Ever since I was a little kid I lived in dread fear of succumbing to “ladder climbing syndrome.” I mean, by the time you are 10 or 11 your are aware; in order to fight your way up the ladder of evil and become the head of say, a large heath insurance company, you must always be the most complete asshole in the room. If you make it to the top, you must accept that you will forever be known as a complete asshole by all decent people, and even more egregiously, you will be acknowledged as the quintessential asshole by all the other asshole wannabes that surround you, day and night.
August 1st, 2009 at 8:14 am
Re: He received bonuses for every claim he denied. And in his group, there was not a single medical doctor.
I worked at an insurance admin company (we processed claims, etc., but did not underwrite anything ourselves). People certainly did not get bonuses for denying claims!
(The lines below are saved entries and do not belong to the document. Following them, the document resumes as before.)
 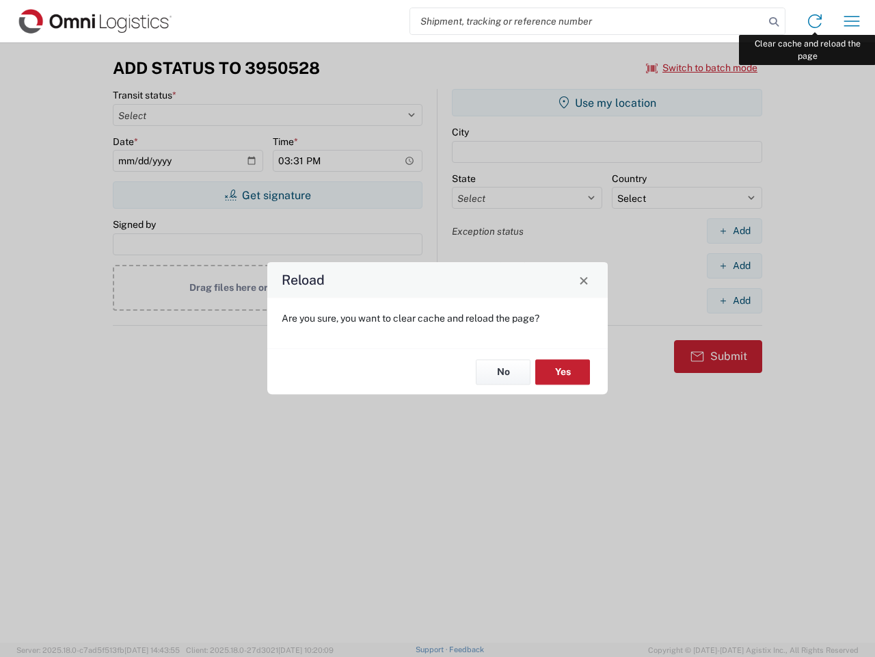 I want to click on h4: Reload, so click(x=303, y=280).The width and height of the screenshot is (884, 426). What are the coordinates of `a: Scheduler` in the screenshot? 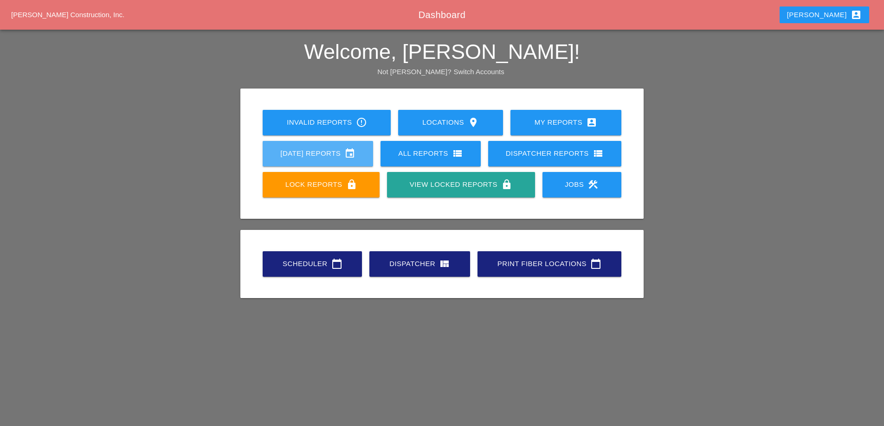 It's located at (312, 264).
The claims people in fact were allowed to have no more than a two percent error rate. More than that and they were out the door. Denying claims (other than for errors, which just means the claimant should correct the claim and resubmit) creates hassles and at he extreme legal appeals. This costs money and can lead to a state audit and, possibly, fines. As for the precert and authorization process this is done by people with RN degrees, who are medically savvy. We also had a doctor on staff part-time to advise. I would be surprised if it’s any different anywhere else.
August 1st, 2009 at 9:33 am
Thomas writes:
From Matt’s post:
Matt explicitly states that any system is gong to deny certain procedures, and offers a fairly thoughtful discussion of different decision-making processes.
Yes, this is what’s wrong with our politics – conservatives are dishonest idiots.
August 1st, 2009 at 10:38 am
Yes, this is what’s wrong with our politics – conservatives are dishonest idiots.
It’s not just the conservatives – it’s also the dimwitted “libertarians,” cranks, and general fuckwits that whine about the use of government power for anything other than mass murder. Why they think the government is always right when it goes about committing terrorist acts against innocents but couldn’t possibly do the right thing for healthcare is one of those mysterious things that is probably just a side effect of their diseased minds.
August 1st, 2009 at 10:59 am
Re: it’s also the dimwitted “libertarians,” cranks, and general fuckwits that whine about the use of government power for anything other than mass murder.
Libertarians tend to be rather young and inexperenced: they have not yet learned that life is under no obligation to follow the models in the econ 101 textbooks. Thank goodness there’s no “libertarian physics” practiced by engineers designing things according to the Intro to Physics texts or we’d be lurching from one design flaw disaster to the next.
August 1st, 2009 at 9:52 pm
Ah fostert, the old “I have a friend” bit, that’s very helpful. It sounds very sinister and terrible, your third party account of how insurance companies are run and how they deny claims, but it is not accurate. I work in this industry (which I guess in some people’s eyes makes me the enemy and someone to be dismissed, Nancy Pelosi did say I am a villain), and I can tell you that is not how companies deny claims. If there are things not covered by a contract you might have non-medical people making the decision, but in the cases we are talking about it is a medical doctor making the decision on whether the treatment is necessary. I don’t know where you get this $12/hour working the phones nonsense, because those are not the people making these decisions, and yes I can give you plenty of examples of doctors with licenses to practice medicine who work for insurance companies reviewing claims. That you would dispute these most basic facts and make claims that are so ludicrous really disqualifies you from even speaking about this, I really can’t stress enough just how wrong you are about the way the claim denial process works in the health insurance industry.
August 1st, 2009 at 9:57 pm
And I see that JonF already beat me to it, using those tricky things called facts and actual first-hand knowledge to dismiss fostert’s “my friend told me Aetna buys you a Porsche if you can deny chemo for a 5 year old with leukemia, no experience needed!” story.